I never see toffeeshare mentioned. P2P, encrypted, no size limit. Only problem is you can’t send folders, only files, but that’s easily solved with tarballs or RARs.
I think because Syncthing isn’t really for “sharing” files. It can move large files across the internet but it’s not designed for “hey send me a copy of that blu-ray your ripped” sharing.
If your swiss, just use swisstransfer.com. it’s fast, supports up to 50gb of data, 500 transfers per day (and free!), more than you’ll ever need. Although for security, they do say your filles are sent over https, but because they do not promote encryption I suppose they don’t support that (although they do support password protected files).
So yeah, it’s usually more than enough for most use cases, although I’d encrypt my files before sending them if they contain sensitive data, but that’s rarely the case.
But the Pi 5 doesn’t play well with the regular smartphone power adapters. It’s a good thing that I got the official power adapter. You should get one, too.
You just need the right voltage
Edit: that’s just an ad for a raspberry pi cooler.
Yes, you’re right about voltage and amp combined, but the problem is modern phones and their charges don’t generally want to be doing high amps at 5v, they increase their voltage to 9v, 15v or, 20v. Which like you would point out, is not the right voltage.
Personally I just feed 5v in via a ubec like this: …com.au/ubec-dc-dc-step-down-buck-converter-5v-at… since I usually have some kind of 12v battery powered thing going on with mine and lots of 12v ac-dc adapters for bench testing and charging. Lots of ways to power them but it’s definitely not just ‘grab your usb-c charger and it’ll be right’ which can be frustrating for people since it’s almost all other usb-c things will ‘just work’.
Well yeah of course you can. The pi 400 is even an official computer kit turning it into a homecomputer akin to a commdore 64/amiga 500/acorn/bbc micro etc.
That’s a poor analogy given that the Pi 5 & Pi 400 are incomparably more powerful than 1980s home computers, and I don’t think OP was asking if a Pi 5 can run WordPerfect or VisiCalc.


» **WHAT YOU ARE ASKED TO DO**
Each record is to be copied exactly, with its pictures left behind.

---- GIVEN RECORDS

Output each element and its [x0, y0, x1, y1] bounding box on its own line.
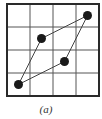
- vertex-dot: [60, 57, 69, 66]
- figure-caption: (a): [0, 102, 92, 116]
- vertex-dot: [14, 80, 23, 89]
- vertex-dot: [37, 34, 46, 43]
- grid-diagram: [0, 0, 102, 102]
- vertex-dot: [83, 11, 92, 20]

--------

» **YOUR SOLUTION**
Output each element and its [x0, y0, x1, y1] bounding box on its own line.
- vertex-dot: [60, 57, 69, 66]
- figure-caption: (a): [0, 102, 92, 116]
- vertex-dot: [14, 80, 23, 89]
- vertex-dot: [37, 34, 46, 43]
- grid-diagram: [0, 0, 102, 102]
- vertex-dot: [83, 11, 92, 20]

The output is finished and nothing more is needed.